Natalie Livingstone: The Women of Rothschild

46 min listen

My guest in this week’s Book Club podcast is Natalie Livingstone – whose new book The Women of Rothschild: The Untold Story of the World’s Most Famous Dynasty gives the distaff dish on the banking family’s long history. She discovers that the Rothschild women have been just as remarkable as the men – from early modern matriarchs to jazz-club butterflies.

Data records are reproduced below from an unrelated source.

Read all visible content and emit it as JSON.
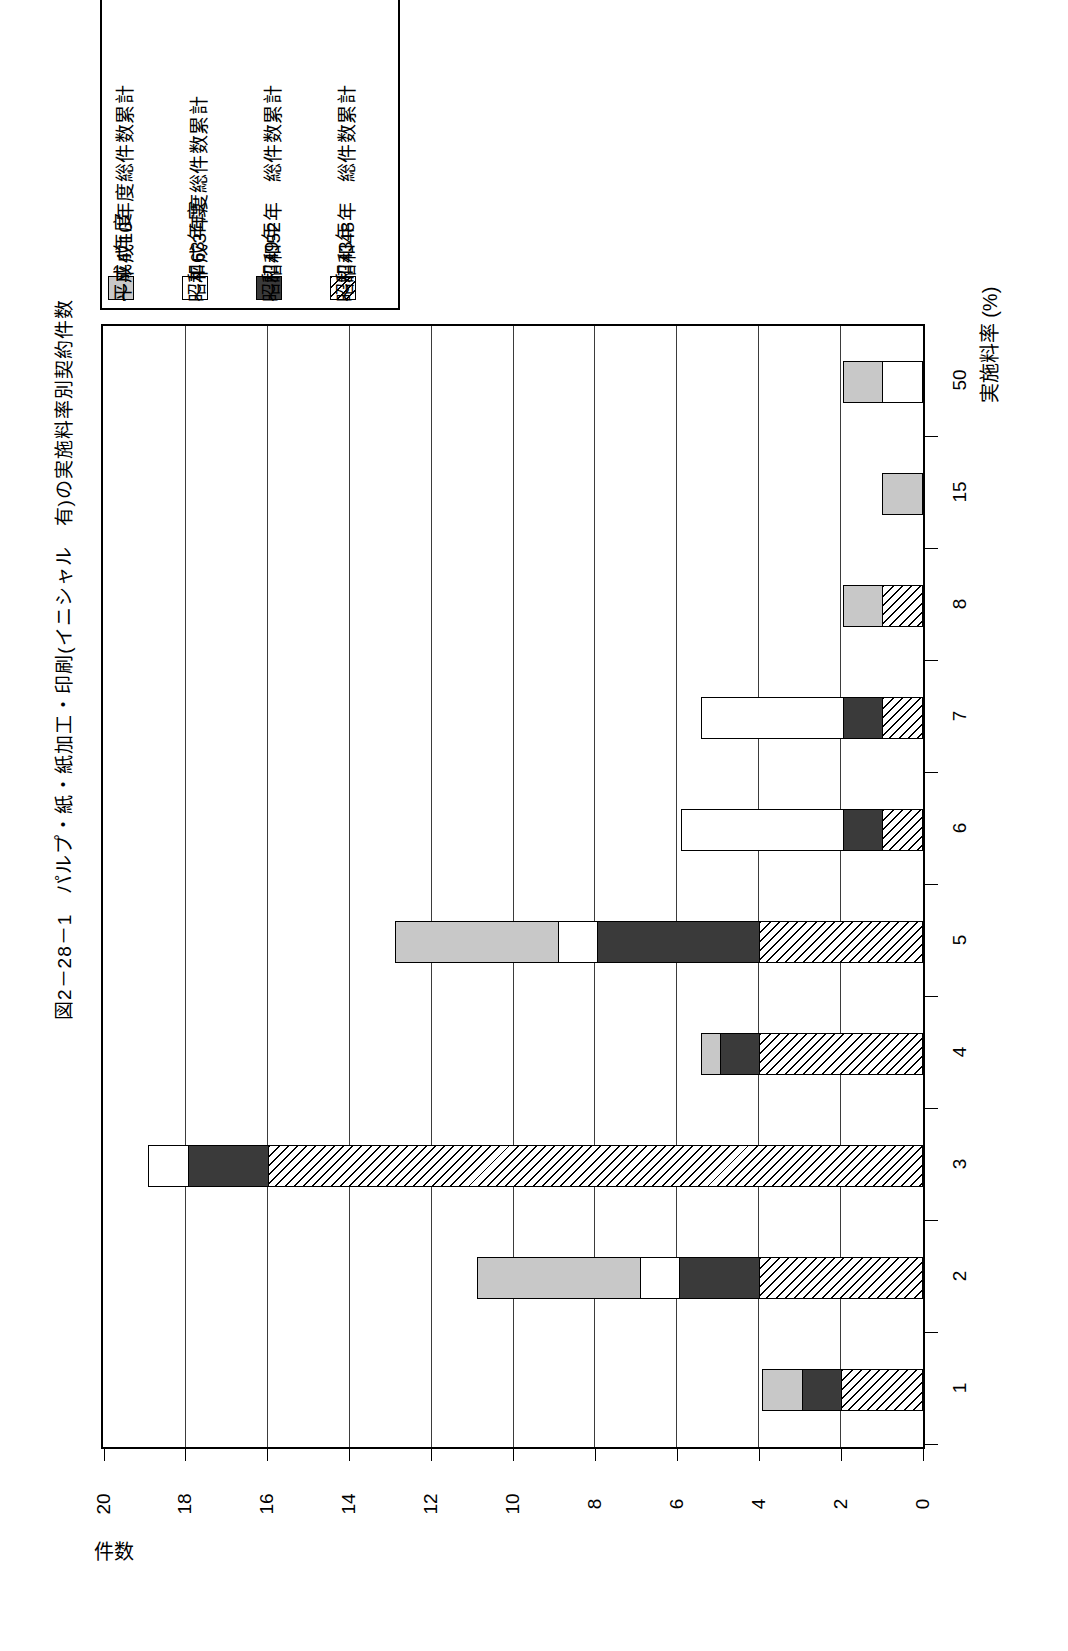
{
  "figure": {
    "title": "図2－28－1　パルプ・紙・紙加工・印刷(イニシャル　有)の実施料率別契約件数"
  },
  "legend": {
    "items": [
      {
        "label": "平成4年度",
        "swatch": "gray-swatch",
        "fill": "#c8c8c8"
      },
      {
        "label": "～平成10年度総件数累計",
        "swatch": "gray-swatch-label",
        "fill": "#c8c8c8"
      },
      {
        "label": "昭和63年度",
        "swatch": "white-swatch",
        "fill": "#ffffff"
      },
      {
        "label": "～平成3年度総件数累計",
        "swatch": "white-swatch-label",
        "fill": "#ffffff"
      },
      {
        "label": "昭和49年",
        "swatch": "dark-swatch",
        "fill": "#3a3a3a"
      },
      {
        "label": "～昭和52年　総件数累計",
        "swatch": "dark-swatch-label",
        "fill": "#3a3a3a"
      },
      {
        "label": "昭和43年",
        "swatch": "hatch-swatch",
        "fill": "hatch"
      },
      {
        "label": "～昭和48年　総件数累計",
        "swatch": "hatch-swatch-label",
        "fill": "hatch"
      }
    ]
  },
  "axes": {
    "value_axis_title": "件数",
    "value_ticks": [
      "20",
      "18",
      "16",
      "14",
      "12",
      "10",
      "8",
      "6",
      "4",
      "2",
      "0"
    ],
    "value_min": 0,
    "value_max": 20,
    "category_axis_title": "実施料率 (%)",
    "category_ticks": [
      "50",
      "15",
      "8",
      "7",
      "6",
      "5",
      "4",
      "3",
      "2",
      "1"
    ]
  },
  "chart_data": {
    "type": "bar",
    "title": "図2－28－1　パルプ・紙・紙加工・印刷(イニシャル　有)の実施料率別契約件数",
    "orientation": "horizontal",
    "stacked": true,
    "xlabel": "実施料率 (%)",
    "ylabel": "件数",
    "ylim": [
      0,
      20
    ],
    "grid": true,
    "legend_position": "top-left",
    "categories": [
      "50",
      "15",
      "8",
      "7",
      "6",
      "5",
      "4",
      "3",
      "2",
      "1"
    ],
    "series": [
      {
        "name": "昭和43年～昭和48年 総件数累計",
        "fill": "hatch",
        "values": [
          0,
          0,
          1,
          1,
          1,
          4,
          4,
          16,
          4,
          2
        ]
      },
      {
        "name": "昭和49年～昭和52年 総件数累計",
        "fill": "#3a3a3a",
        "values": [
          0,
          0,
          0,
          1,
          1,
          4,
          1,
          2,
          2,
          1
        ]
      },
      {
        "name": "昭和63年度～平成3年度総件数累計",
        "fill": "#ffffff",
        "values": [
          1,
          0,
          0,
          3.5,
          4,
          1,
          0,
          1,
          1,
          0
        ]
      },
      {
        "name": "平成4年度～平成10年度総件数累計",
        "fill": "#c8c8c8",
        "values": [
          1,
          1,
          1,
          0,
          0,
          4,
          0.5,
          0,
          4,
          1
        ]
      }
    ],
    "totals": [
      2,
      1,
      2,
      5.5,
      6,
      13,
      5.5,
      19,
      11,
      4
    ]
  },
  "colors": {
    "gray": "#c8c8c8",
    "white": "#ffffff",
    "dark": "#3a3a3a",
    "line": "#000000"
  }
}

What the Russians thought of James Bond in the 1960s

Last year I wrote a piece about James Bond for the ‘Freelance’ column of the Times Literary Supplement. All true Bond lovers — of the novels, I mean — know that he lived in a ‘comfortable flat in a plane-tree’d square off the King’s Road’, as Ian Fleming described it in Moonraker. Further internal evidence in Thunderball indubitably established that it was Wellington Square — but there was considerable mystery and doubt about exactly which house contained the Bond apartment. In my article I claimed to have identified it as No. 25, based on a certain amount of sleuthing and, I thought, convincing circumstantial evidence. No. 25 Wellington Square was

Were the Sixties really so liberated?

Lolita, the Lady Chatterley trial, the pill, Christine Keeler, ‘(I Can’t Get No) Satisfaction’, love-ins, Oh! Calcutta!, the Oz trial — sex, even more than usual, was on people’s minds in the 1960s, that semi-mythical decade which, to stretch a point, lasted from the late 1950s to the early 1970s. That, anyway, is the plausible contention of Peter Doggett, whose Growing Up is a refreshingly undogmatic, well-researched and highly readable survey of some of the emblematic episodes and controversies surrounding the subject during these years. More detailed sociology would have been helpful — how, if at all, did everyday/everynight sexual practices and attitudes change in Barnsley, in Dunfermline, in Ashby-de-la-Zouch?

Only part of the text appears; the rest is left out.